“ALL IN” is the name of a newborn Strategic Partnership Project (KA2) about inclusion, financed by Erasmus+, which involves 8 partner organizations from Austria (which is also the coordinator), Belgium, Bulgaria, Italy, UK, Slovenia and Spain. The kick-off meeting took place in Graz, Austria, from the 21st of May to the 24th during which all the partners had the opportunity to meet and to get to know each other in person after a simple e-mail communication.
The point of the meeting was mainly to introduce the project, to share ideas and opinions on what we all thought about inclusion and to define the responsibilities among the partners. It is always a pleasure to meet and talk face to face with the partners with whom you will work for two years: you need to build trust and create a common ground from which you can start to work together.
All the partner organizations work in different fields of youth work in which there’s anyway a real need to foster inclusion. Nowadays the term inclusion is used by many people and has become a very fashionable concept. But what is actually inclusion? What do we mean by that? This is the starting point of the project: the intention is to fill the gap in the actual understanding of inclusion (include from where, into what and including whom), and to give as a consequence practical skills and support to youth workers in order to implement the concept into reality and to make their work more inclusive.
For this reason, the goal of the project is to develop and test training modules about inclusive approach to all in youth work. Each organization has the duty to create a module with the support materials aimed at training actual or future leaders, youth workers and all the person working with young people in general. In order to create really inclusive modules, field research is the starting point: each partner has to understand what are the standards nowadays as regards inclusion in its own country, in order to work in the right direction. The training module is seen here as “innovation, because it will be create in the way that it can reach different target groups within youth field”, as the coordinators say. The modules will consists, in fact, of several blocks and people will be able to choose and to attend what is necessary for them.
All the modules created will be tested and collected in a training manual which will be used to train a pool of youth workers to inclusiveness. What the creators of the project would like to achieve is that this could become a certain standard in the education of people involved in youth work. Of course, it’s just the beginning of the project and there’s a lot of work ahead. The atmosphere of the meeting was anyway very positive: the group left Graz with a lot of ideas and good intentions, a schedule to follow, and the plan to meet again in Scotland next November to report the first results. As Vicolocorto we are very proud to be part of this process… let’s make youth work more inclusive!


▸ YOUR TASK
Only lines that contain the word "horizontal" are to be returned from the data below.

▸ Figure collection entries

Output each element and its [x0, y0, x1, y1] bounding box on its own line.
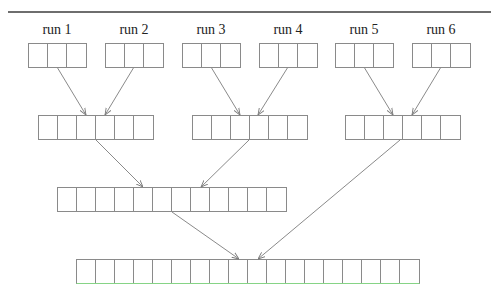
- cell: [451, 44, 470, 67]
- cell: [384, 116, 403, 139]
- run-block-5: [335, 43, 394, 68]
- cell: [269, 116, 288, 139]
- cell: [106, 44, 125, 67]
- cell: [77, 116, 96, 139]
- cell: [248, 188, 267, 211]
- cell: [96, 260, 115, 283]
- arrow-l2-1: [96, 140, 143, 187]
- cell: [58, 188, 77, 211]
- cell: [193, 116, 212, 139]
- cell: [381, 260, 400, 283]
- cell: [403, 116, 422, 139]
- cell: [144, 44, 163, 67]
- cell: [267, 260, 286, 283]
- arrow-run1: [57, 67, 86, 115]
- cell: [134, 260, 153, 283]
- run-label-3: run 3: [182, 22, 240, 38]
- cell: [248, 260, 267, 283]
- run-label-5: run 5: [335, 22, 393, 38]
- run-label-2: run 2: [105, 22, 163, 38]
- cell: [96, 188, 115, 211]
- run-block-3: [182, 43, 241, 68]
- cell: [288, 116, 307, 139]
- cell: [336, 44, 355, 67]
- cell: [346, 116, 365, 139]
- cell: [441, 116, 460, 139]
- cell: [29, 44, 48, 67]
- arrow-l3: [172, 212, 239, 259]
- cell: [48, 44, 67, 67]
- cell: [58, 116, 77, 139]
- cell: [286, 260, 305, 283]
- cell: [298, 44, 317, 67]
- cell: [374, 44, 393, 67]
- cell: [422, 116, 441, 139]
- cell: [77, 188, 96, 211]
- arrow-run4: [258, 67, 288, 115]
- cell: [115, 116, 134, 139]
- cell: [324, 260, 343, 283]
- arrow-run3: [211, 67, 240, 115]
- cell: [77, 260, 96, 283]
- run-label-6: run 6: [412, 22, 470, 38]
- arrow-run6: [412, 67, 441, 115]
- merged-block-2-2: [192, 115, 308, 140]
- cell: [96, 116, 115, 139]
- final-merged-block: [76, 259, 420, 284]
- cell: [250, 116, 269, 139]
- cell: [365, 116, 384, 139]
- top-rule: [8, 11, 491, 13]
- cell: [67, 44, 86, 67]
- run-label-1: run 1: [28, 22, 86, 38]
- cell: [115, 188, 134, 211]
- cell: [202, 44, 221, 67]
- cell: [153, 188, 172, 211]
- cell: [413, 44, 432, 67]
- cell: [343, 260, 362, 283]
- cell: [134, 116, 153, 139]
- cell: [231, 116, 250, 139]
- cell: [183, 44, 202, 67]
- cell: [432, 44, 451, 67]
- cell: [229, 188, 248, 211]
- merged-block-2-1: [38, 115, 154, 140]
- arrow-run2: [105, 67, 134, 115]
- cell: [355, 44, 374, 67]
- run-label-4: run 4: [259, 22, 317, 38]
- cell: [362, 260, 381, 283]
- cell: [172, 260, 191, 283]
- run-block-6: [412, 43, 471, 68]
- run-block-1: [28, 43, 87, 68]
- cell: [210, 188, 229, 211]
- merged-block-3: [57, 187, 287, 212]
- cell: [260, 44, 279, 67]
- cell: [39, 116, 58, 139]
- cell: [279, 44, 298, 67]
- cell: [267, 188, 286, 211]
- cell: [153, 260, 172, 283]
- cell: [172, 188, 191, 211]
- cell: [229, 260, 248, 283]
- cell: [115, 260, 134, 283]
- run-block-4: [259, 43, 318, 68]
- cell: [212, 116, 231, 139]
- cell: [210, 260, 229, 283]
- arrow-l2-2: [201, 140, 249, 187]
- cell: [191, 260, 210, 283]
- merged-block-2-3: [345, 115, 461, 140]
- arrow-run5: [364, 67, 393, 115]
- cell: [400, 260, 419, 283]
- run-block-2: [105, 43, 164, 68]
- cell: [191, 188, 210, 211]
- cell: [134, 188, 153, 211]
- cell: [221, 44, 240, 67]
- cell: [305, 260, 324, 283]
- cell: [125, 44, 144, 67]
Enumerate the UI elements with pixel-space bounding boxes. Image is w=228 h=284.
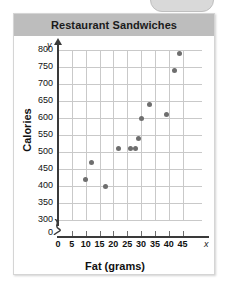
y-tick-label: 700 <box>13 78 53 88</box>
x-axis-line <box>57 236 209 238</box>
y-tick-label: 400 <box>13 180 53 190</box>
x-tick-mark <box>86 231 87 236</box>
gridline-horizontal <box>58 118 202 119</box>
x-tick-mark <box>183 231 184 236</box>
x-tick-mark <box>155 231 156 236</box>
x-tick-mark <box>72 231 73 236</box>
gridline-horizontal <box>58 203 202 204</box>
y-tick-label: 500 <box>13 146 53 156</box>
gridline-horizontal <box>58 67 202 68</box>
gridline-horizontal <box>58 186 202 187</box>
data-point <box>147 102 152 107</box>
chart-title-bar: Restaurant Sandwiches <box>14 14 214 36</box>
y-axis-line <box>57 44 59 226</box>
gridline-horizontal <box>58 84 202 85</box>
x-tick-mark <box>100 231 101 236</box>
data-point <box>164 112 169 117</box>
chart-page: Restaurant Sandwiches Calories Fat (gram… <box>0 0 228 284</box>
grid-lines <box>58 50 202 220</box>
data-point <box>172 68 177 73</box>
decorative-pill-artifact <box>150 0 214 12</box>
chart-card: Restaurant Sandwiches Calories Fat (gram… <box>13 13 215 275</box>
gridline-horizontal <box>58 101 202 102</box>
data-point <box>128 146 133 151</box>
x-tick-label: 45 <box>173 239 193 249</box>
gridline-horizontal <box>58 220 202 221</box>
data-point <box>89 160 94 165</box>
data-point <box>103 184 108 189</box>
x-variable-marker: x <box>204 239 209 249</box>
data-point <box>136 136 141 141</box>
y-axis-arrow-icon <box>54 38 62 45</box>
y-tick-label: 800 <box>13 44 53 54</box>
y-tick-label: 300 <box>13 214 53 224</box>
data-point <box>83 177 88 182</box>
x-tick-mark <box>113 231 114 236</box>
gridline-horizontal <box>58 135 202 136</box>
x-tick-mark <box>169 231 170 236</box>
data-point <box>139 116 144 121</box>
plot-area: Calories Fat (grams) y x 0 3003504004505… <box>14 36 216 276</box>
x-axis-label: Fat (grams) <box>14 260 216 272</box>
x-tick-mark <box>141 231 142 236</box>
y-tick-label: 650 <box>13 95 53 105</box>
x-tick-mark <box>127 231 128 236</box>
gridline-horizontal <box>58 169 202 170</box>
y-tick-label: 750 <box>13 61 53 71</box>
y-tick-label: 550 <box>13 129 53 139</box>
page-title: Restaurant Sandwiches <box>51 19 177 31</box>
y-axis-zero-label: 0 <box>13 227 53 237</box>
gridline-horizontal <box>58 152 202 153</box>
axis-break-icon <box>52 219 66 235</box>
y-tick-label: 600 <box>13 112 53 122</box>
y-tick-label: 350 <box>13 197 53 207</box>
y-tick-label: 450 <box>13 163 53 173</box>
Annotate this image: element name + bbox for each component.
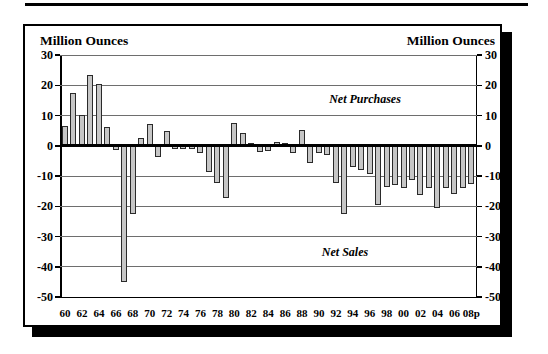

▸ ANSWER FOR THE TASK
gridline-horizontal <box>58 118 202 119</box>
gridline-horizontal <box>58 203 202 204</box>
gridline-horizontal <box>58 67 202 68</box>
gridline-horizontal <box>58 186 202 187</box>
gridline-horizontal <box>58 84 202 85</box>
gridline-horizontal <box>58 101 202 102</box>
gridline-horizontal <box>58 220 202 221</box>
gridline-horizontal <box>58 135 202 136</box>
gridline-horizontal <box>58 169 202 170</box>
gridline-horizontal <box>58 152 202 153</box>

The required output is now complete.